Worst in fast intraday execution. SMA's equal weighting means it lags real changes by roughly half the period. A 50-SMA on 5m bars is reacting to what happened 2 hours ago.
Three setups
1. Trend regime filter
Use SMA(200) as the highest-level switch. Strategies only fire in the direction of the long-term trend.
- Long-only mode: Price > SMA(200) — strategy is permitted to take long entries.
- Short-only mode: Price < SMA(200) — strategy is permitted to take short entries.
- Flat: Price within 0.5% of SMA(200) — no entries either direction.
This single filter dramatically reduces drawdowns on trend-following strategies in mainstream instruments.
SMA(200) as a long-only / short-only regime gate
2. Golden cross / death cross
Long-term trend change signal using SMA(50) crossing SMA(200) on a daily chart.
- Golden cross: SMA(50) crosses above SMA(200) — bullish regime begins.
- Death cross: SMA(50) crosses below SMA(200) — bearish regime begins.
These fire ~once or twice per year on major indices. Not a trading signal, a regime-shift detector.
3. Mean-reversion target
Price stretched far from a slow SMA tends to revert. A common pattern:
- Enter long when price closes more than 2 standard deviations below SMA(50) — also known as crossing the lower Bollinger Band.
- Target the SMA(50) value itself as the exit. Stop below the recent swing low.
The setup works best on range-bound instruments and fails badly during trend extensions.
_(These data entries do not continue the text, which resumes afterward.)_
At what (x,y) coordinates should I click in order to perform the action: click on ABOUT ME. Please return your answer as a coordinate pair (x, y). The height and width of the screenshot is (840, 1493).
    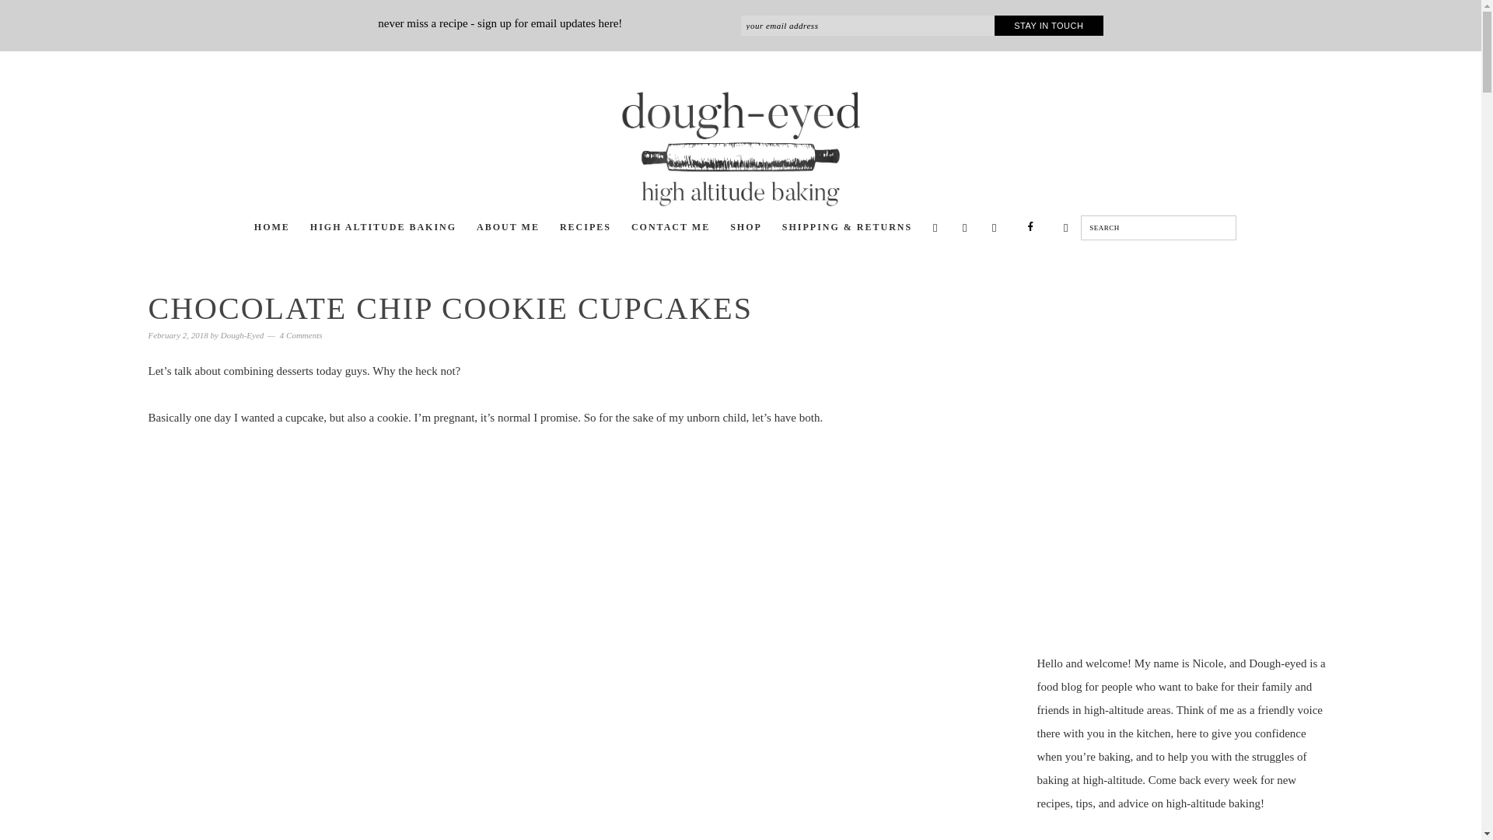
    Looking at the image, I should click on (508, 229).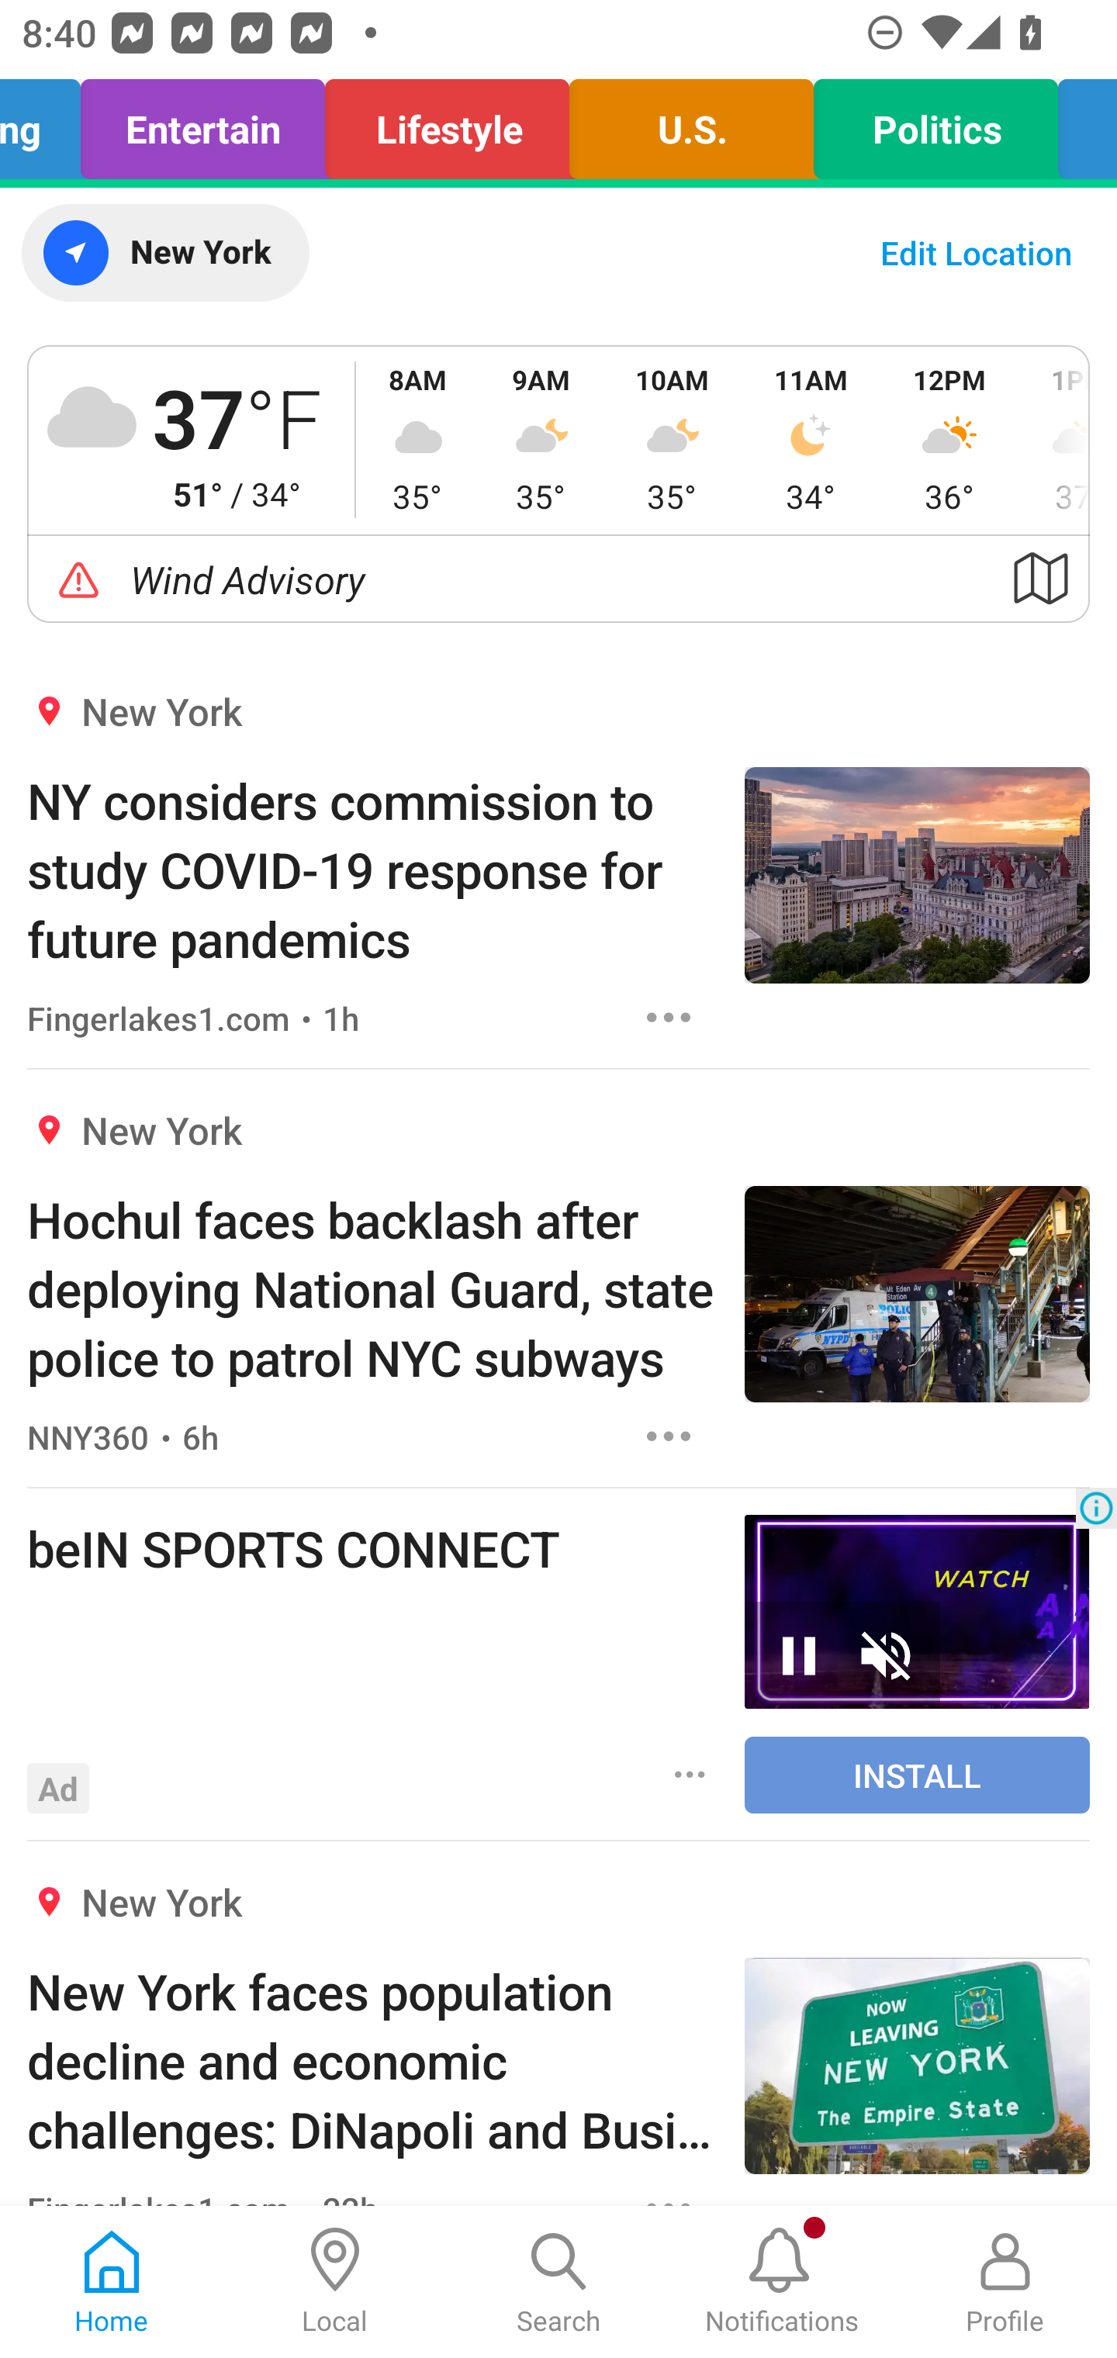 The width and height of the screenshot is (1117, 2358). Describe the element at coordinates (417, 439) in the screenshot. I see `8AM 35°` at that location.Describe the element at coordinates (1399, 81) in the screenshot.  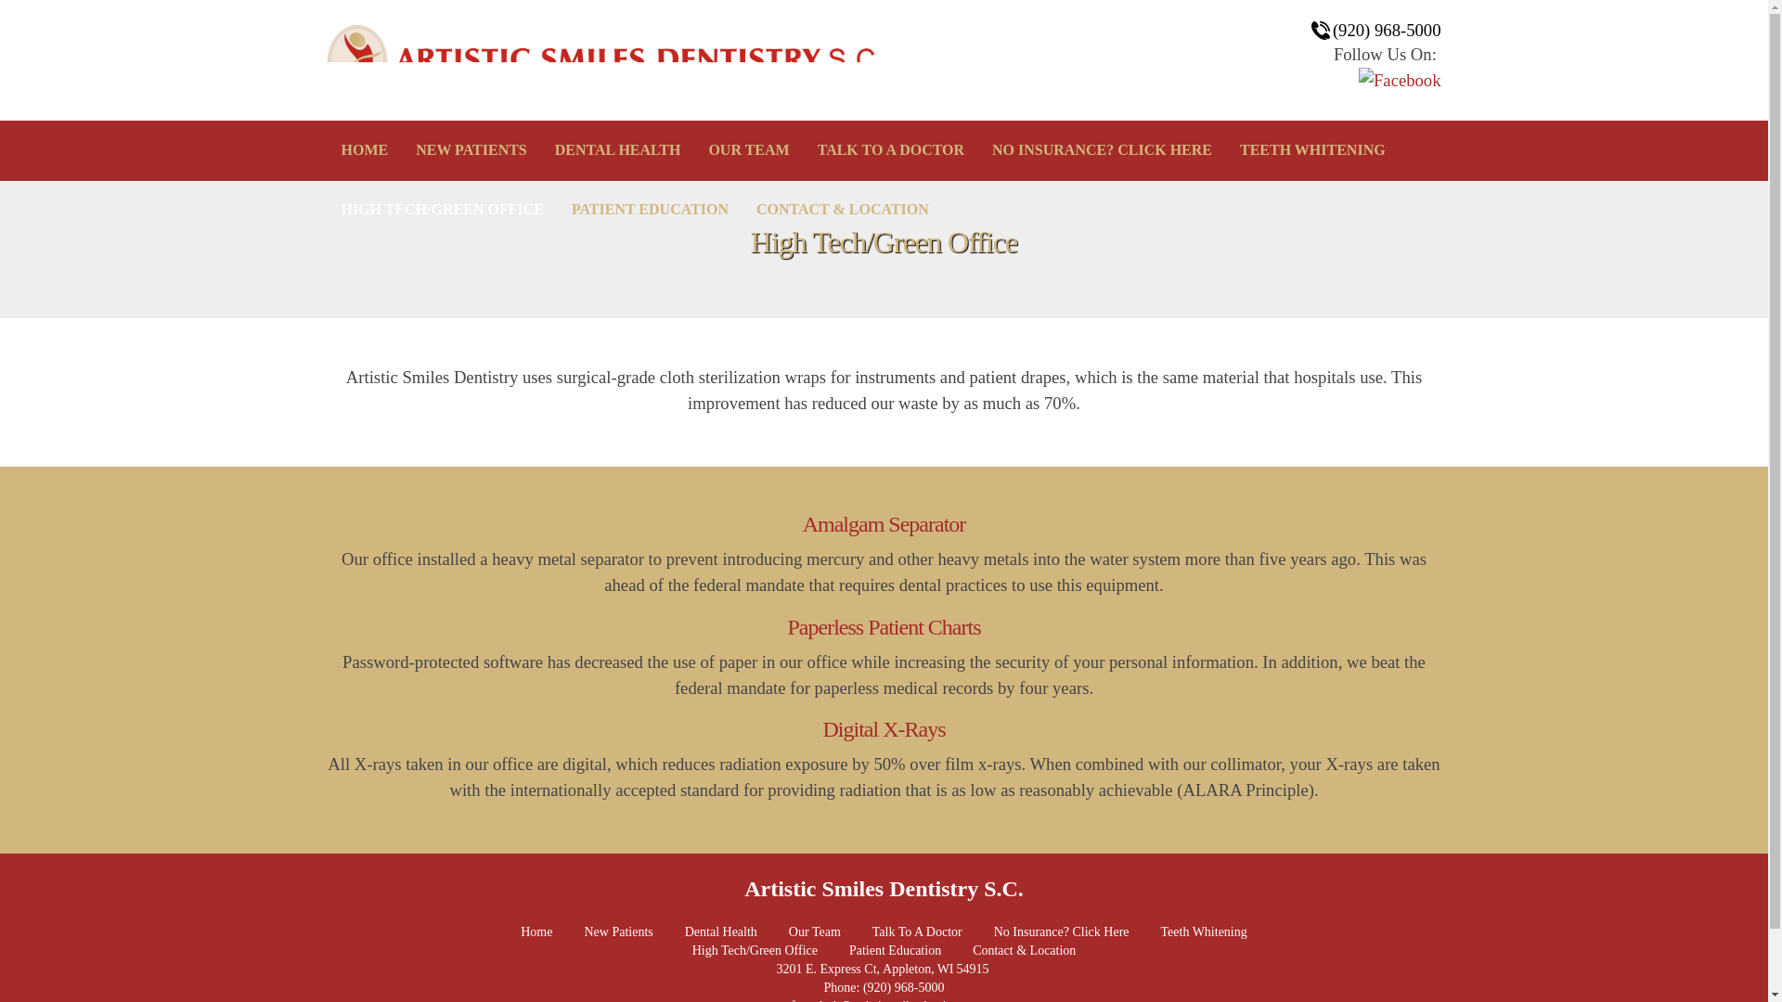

Advanced patterns in AlgoLift
SMA(200) as a hard kill-switch for trend-following strategies. Connect an SMA(200) comparison directly into your strategy's entry condition AND gate. A bear-regime hard-stop on a momentum strategy can prevent most of the catastrophic drawdowns these strategies suffer during extended downturns. See risk management.
SMA on a higher timeframe with EMA execution. Use SMA(50) on a 1h or daily timeframe as the regime filter, and use a faster EMA on a 5m execution chart for entries. The slow stability of SMA pairs naturally with the responsiveness of EMA. Wire both as separate data series in the Visual Builder.
SMA(50) on daily gating EMA(20) crossover on 5m
Common mistakes
- Using a short SMA for fast decisions. A 5-period SMA on 1m bars is responding to the average of the last 5 minutes — it's never going to feel "fast." Pick the right tool: EMA, DEMA, or HMA all react quicker at the same period.
- Treating golden/death crosses as entry triggers. They're regime markers, not signals. The actual entries should come from a faster system that respects the regime.
- Ignoring the equal-weight property. A single huge bar 49 days ago still pulls SMA(50) until it falls out of the window. Some chop near the SMA is sometimes just an old extreme dropping off.